Dame Edna Everage, by contrast, is a mainstream drag queen whose performances have been seen by a wide variety of audiences. In the 1980s she rose to fame in Australia and then later in the United Kingdom and the United States. Her celebrity was increased because she maintained a single character rather than (as Divine did) performing multiple characters in different films or appearances. Also, the man who appears as Dame Everage is married and ostensibly heterosexual. Some claim that this adds to Dame Edna's appeal with mainstream audiences, as her appearances can be seen as pure camp fun because her underlying hetero-sexuality implies a reaffirmation of gender positions rather than a critique of them.
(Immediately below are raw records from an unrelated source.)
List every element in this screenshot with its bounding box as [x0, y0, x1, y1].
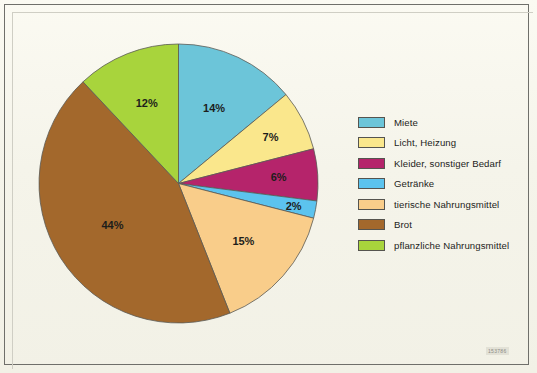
legend-color-swatch	[358, 117, 385, 128]
legend-item-label: Licht, Heizung	[394, 137, 456, 148]
legend-color-swatch	[358, 137, 385, 148]
legend-color-swatch	[358, 178, 385, 189]
legend-color-swatch	[358, 199, 385, 210]
pie-data-label: 15%	[232, 235, 254, 247]
chart-legend: MieteLicht, HeizungKleider, sonstiger Be…	[358, 114, 530, 258]
legend-item: pflanzliche Nahrungsmittel	[358, 238, 530, 254]
legend-item: tierische Nahrungsmittel	[358, 196, 530, 212]
legend-item-label: tierische Nahrungsmittel	[394, 199, 499, 210]
legend-item-label: Getränke	[394, 178, 434, 189]
pie-chart: 14%7%6%2%15%44%12%	[38, 43, 319, 324]
legend-item-label: pflanzliche Nahrungsmittel	[394, 240, 509, 251]
legend-item: Brot	[358, 217, 530, 233]
pie-data-label: 44%	[101, 219, 123, 231]
legend-item-label: Miete	[394, 117, 418, 128]
pie-chart-figure: 14%7%6%2%15%44%12% MieteLicht, HeizungKl…	[0, 0, 537, 373]
legend-color-swatch	[358, 158, 385, 169]
pie-slice-group	[39, 44, 318, 323]
legend-item-label: Kleider, sonstiger Bedarf	[394, 158, 501, 169]
legend-item-label: Brot	[394, 219, 412, 230]
pie-data-label: 7%	[263, 131, 279, 143]
legend-item: Licht, Heizung	[358, 135, 530, 151]
pie-data-label: 14%	[203, 102, 225, 114]
legend-item: Getränke	[358, 176, 530, 192]
plate-code: 153786	[486, 347, 509, 355]
pie-data-label: 12%	[136, 97, 158, 109]
pie-data-label: 2%	[286, 200, 302, 212]
pie-data-label: 6%	[271, 171, 287, 183]
legend-color-swatch	[358, 240, 385, 251]
legend-color-swatch	[358, 219, 385, 230]
pie-chart-svg: 14%7%6%2%15%44%12%	[38, 43, 319, 324]
legend-item: Miete	[358, 114, 530, 130]
legend-item: Kleider, sonstiger Bedarf	[358, 155, 530, 171]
The early 1980s saw a small explosion of drag queens on stage. Harvery Fierstein won two Tony Awards in 1983 for Torch Song Trilogy, in which he played a drag queen at a New York cabaret. The next year he helped write the musical La Cage Aux Folles, which is set in a French drag club. Charles Busch, a playwright and performer, began to appear on the New York stage in his own plays, beginning with Vampire Lesbians of Sodom (1984), in which he played a female role. Since that time he has performed in many plays and films as a woman. Other drag-based shows, such as the San Francisco Beach Blanket Babylon (which opened in 1974), have brought drag queens to the public eye, but few have produced celebrity performers.

In the late 1990s the first true drag queen superstar rose to fame. RuPaul is a toweringly tall hyperfeminized drag queen who bills herself as Supermodel of the World. Her recording career, although quite brief, resulted in two songs that were played in gay dance clubs and then broke into general play. Although drag queens had been performing openly for decades, the public treated RuPaul as a complete novelty and embraced her warmly. She eventually hosted a talk show on cable television, appeared in small roles in several films, and maintained a high profile on the dance club circuit. Although the substance of her career was similar to that of other previous drag queens, RuPaul managed to captivate the imagination of a large, general audience, breaking out of the confines of an exclusively gay following.

see also Divine.

BIBLIOGRAPHY

Bergman, David, ed. 1993. Camp Grounds: Style and Homosexuality. Amherst: University of Massachusetts Press.

Butler, Judith. 1990. Gender Trouble: Feminism and the Subversion of Identity. New York: Routledge.

Dollimore, Jonathan. 1991. Sexual Dissidence: Augustine to Wilde, Freud to Foucault. Oxford: Clarendon Press.

Edelman, Lee. 1994. Homographesis: Essays in Gay Literary and Cultural Theory. New York: Routledge.

Garber, Marjorie. 1992. Vested Interests: Cross-Dressing & Cultural Anxiety. New York: Routledge.

Isherwood, Christopher. 1956. The World in the Evening. New York: Avon Books.

Rupp, Leila J., and Verta Taylor. 2003. Drag Queens at the 801 Cabaret. Chicago: University of Chicago Press.

Schacht, Steven P., and Lisa Underwood, eds. 2004. The Drag Queen Anthology: The Absolutely Fabulous but Flawless Customary World of Female Impersonators. New York: Harrington Park Press.

Suarez, Juan A. 1996. Bike Boys, Drag Queens, & Superstars: Avant-Garde, Mass Culture, and Gay Identities in the 1960s Underground Cinema. Bloomington: Indiana University Press.